YPSILANTI TOWNSHIP (AP) — A 19-year-old white Ypsilanti Township woman was ordered to write a 200- to 250-word essay on diversity, attend a racial sensitivity class, spend six months in jail and serve two years’ probation for racial slurs aimed at her black next-door neighbor.
Judge Darlene O’Brien called Leah Keaton’s behavior “very, very hurtful” during her recent sentencing in Washtenaw County Probate Court, AnnArbor.com reported recently. Keaton had pleaded guilty July 23 to ethnic intimidation.
“I want to get my life on a better track,” Keaton told O’Brien.
Keaton’s 23-year-old neighbor told police she was pushed to the ground after confronting Keaton and her ex-boyfriend, Joseph Starr, on July 3 upon overhearing them repeatedly use a racial slur.
Police left after no one answered the door at Keaton’s home, about 30 miles southwest of Detroit.
But officers returned after receiving complaints that Keaton and Starr were throwing rocks at the neighbor’s house and singing songs about killing black people.
Keaton and Starr were arrested a few days later. Authorities later learned the same racial slur had been used toward the neighbor’s 63-year-old father.
“You are a danger to the race you are targeting,” assistant Washtenaw County Prosecutor Brenda Taylor told Keaton. Taylor also read aloud in court a Facebook post in which Keaton bragged about the incident.
Laura Dudley, Keaton’s court-appointed attorney, argued that her client was influenced by her ex-boyfriend. Starr was sentenced Aug. 8 to 60 days in jail after pleading no contest to assault and battery.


_PROBLEM DESCRIPTION_
Exact copy, no pictures: take the lines of the listing below from the first through the one containing "Image is 644x305 pixels.".
○ ○ ○ ○ ○
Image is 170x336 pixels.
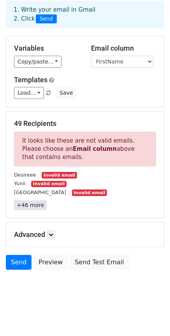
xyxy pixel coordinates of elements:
[14,132,156,166] p: It looks like these are not valid emails. Please choose an above that contains emails.
[14,230,156,239] h5: Advanced
[14,56,62,68] a: Copy/paste...
[14,200,47,210] a: +46 more
[72,189,107,196] small: Invalid email
[14,172,36,178] small: Desireee
[36,14,57,24] span: Send
[73,145,117,152] strong: Email column
[14,180,26,186] small: Yunii
[34,255,68,270] a: Preview
[131,299,170,336] div: 聊天小组件
[56,87,76,99] button: Save
[70,255,129,270] a: Send Test Email
[14,76,48,84] a: Templates
[42,172,77,178] small: Invalid email
[131,299,170,336] iframe: Chat Widget
[14,189,66,195] small: [GEOGRAPHIC_DATA]
[14,119,156,128] h5: 49 Recipients
[91,44,157,53] h5: Email column
[14,44,80,53] h5: Variables
[31,181,66,187] small: Invalid email
[14,87,44,99] a: Load...
[8,5,163,23] div: 1. Write your email in Gmail 2. Click
[6,255,32,270] a: Send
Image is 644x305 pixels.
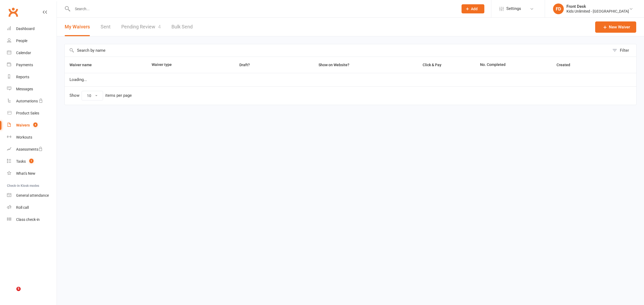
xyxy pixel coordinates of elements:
[69,91,132,100] div: Show
[475,57,551,73] th: No. Completed
[16,51,31,55] div: Calendar
[16,99,38,103] div: Automations
[105,93,132,98] div: items per page
[64,44,609,56] input: Search by name
[100,17,111,36] a: Sent
[7,214,56,225] a: Class kiosk mode
[16,135,33,139] div: Workouts
[158,24,160,30] span: 4
[171,17,192,36] a: Bulk Send
[121,17,160,36] a: Pending Review4
[318,63,349,67] span: Show on Website?
[619,47,629,53] div: Filter
[422,63,441,67] span: Click & Pay
[609,44,636,56] button: Filter
[64,73,636,86] td: Loading...
[553,4,564,14] div: FD
[7,107,56,119] a: Product Sales
[5,287,18,300] iframe: Intercom live chat
[64,17,90,36] button: My Waivers
[16,205,29,210] div: Roll call
[69,61,98,68] button: Waiver name
[16,38,27,43] div: People
[16,75,29,79] div: Reports
[234,61,256,68] button: Draft?
[16,123,30,127] div: Waivers
[16,111,39,116] div: Product Sales
[7,23,56,35] a: Dashboard
[16,147,43,152] div: Assessments
[7,155,56,168] a: Tasks 1
[566,4,629,9] div: Front Desk
[7,71,56,83] a: Reports
[16,159,26,163] div: Tasks
[557,61,576,68] button: Created
[33,123,38,127] span: 4
[7,83,56,95] a: Messages
[506,3,521,14] span: Settings
[461,4,484,14] button: Add
[7,189,56,202] a: General attendance kiosk mode
[69,63,98,67] span: Waiver name
[147,57,211,73] th: Waiver type
[239,63,249,67] span: Draft?
[7,59,56,71] a: Payments
[7,119,56,132] a: Waivers 4
[16,87,33,91] div: Messages
[71,5,455,12] input: Search...
[16,27,35,31] div: Dashboard
[16,218,40,222] div: Class check-in
[418,61,447,68] button: Click & Pay
[557,63,576,67] span: Created
[7,95,56,107] a: Automations
[7,35,56,47] a: People
[17,287,21,291] span: 5
[7,168,56,180] a: What's New
[7,5,20,19] a: Clubworx
[314,61,355,68] button: Show on Website?
[7,202,56,214] a: Roll call
[7,132,56,144] a: Workouts
[29,159,33,163] span: 1
[471,7,478,11] span: Add
[16,63,33,67] div: Payments
[7,47,56,59] a: Calendar
[7,144,56,155] a: Assessments
[16,171,35,176] div: What's New
[566,9,629,14] div: Kids Unlimited - [GEOGRAPHIC_DATA]
[595,22,636,33] a: New Waiver
[16,194,49,197] div: General attendance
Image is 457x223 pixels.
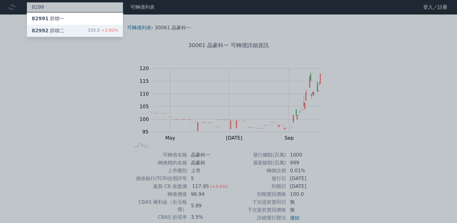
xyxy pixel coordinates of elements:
[32,28,49,34] span: 82992
[32,16,49,21] span: 82991
[88,27,118,34] div: 155.0
[100,28,118,33] span: +3.00%
[427,194,457,223] iframe: Chat Widget
[27,25,123,37] a: 82992群聯二 155.0+3.00%
[27,13,123,25] a: 82991群聯一
[427,194,457,223] div: 聊天小工具
[32,27,64,34] div: 群聯二
[32,15,64,22] div: 群聯一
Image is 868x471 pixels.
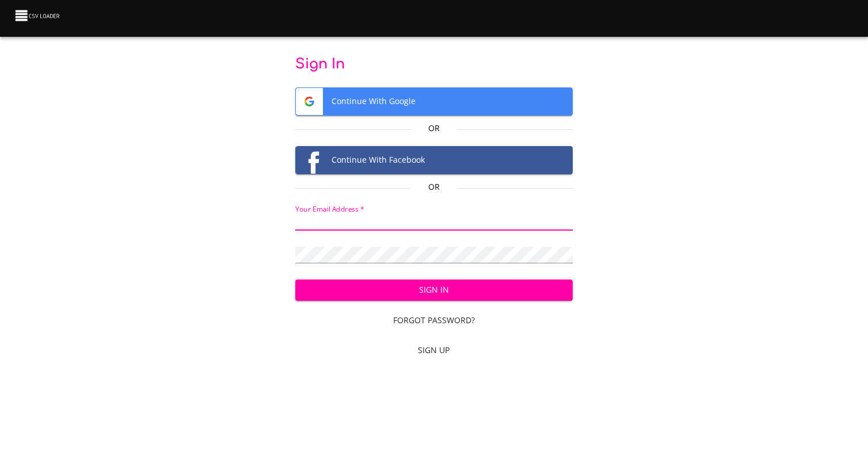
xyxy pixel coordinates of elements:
a: Forgot Password? [295,310,572,331]
a: Sign Up [295,340,572,361]
img: Facebook logo [296,147,323,174]
label: Your Email Address [295,206,364,213]
button: Google logoContinue With Google [295,88,572,116]
span: Forgot Password? [300,314,567,328]
p: Or [411,123,457,134]
span: Sign In [305,283,563,298]
p: Or [411,181,457,193]
img: Google logo [296,88,323,115]
span: Continue With Google [296,88,572,115]
span: Sign Up [300,344,567,358]
img: CSV Loader [14,8,62,23]
button: Facebook logoContinue With Facebook [295,146,572,174]
span: Continue With Facebook [296,147,572,174]
button: Sign In [295,280,572,301]
p: Sign In [295,55,572,73]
○ ○ ○ ○ ○
_WRITTEN ANSWER_
Image is 170x336 pixels.
xyxy pixel coordinates of elements:
[14,132,156,166] p: It looks like these are not valid emails. Please choose an above that contains emails.
[14,230,156,239] h5: Advanced
[14,56,62,68] a: Copy/paste...
[14,200,47,210] a: +46 more
[72,189,107,196] small: Invalid email
[14,172,36,178] small: Desireee
[36,14,57,24] span: Send
[73,145,117,152] strong: Email column
[14,180,26,186] small: Yunii
[34,255,68,270] a: Preview
[131,299,170,336] div: 聊天小组件
[56,87,76,99] button: Save
[70,255,129,270] a: Send Test Email
[14,76,48,84] a: Templates
[42,172,77,178] small: Invalid email
[131,299,170,336] iframe: Chat Widget
[14,189,66,195] small: [GEOGRAPHIC_DATA]
[14,119,156,128] h5: 49 Recipients
[91,44,157,53] h5: Email column
[14,44,80,53] h5: Variables
[31,181,66,187] small: Invalid email
[14,87,44,99] a: Load...
[8,5,163,23] div: 1. Write your email in Gmail 2. Click
[6,255,32,270] a: Send
Image is 644x305 pixels.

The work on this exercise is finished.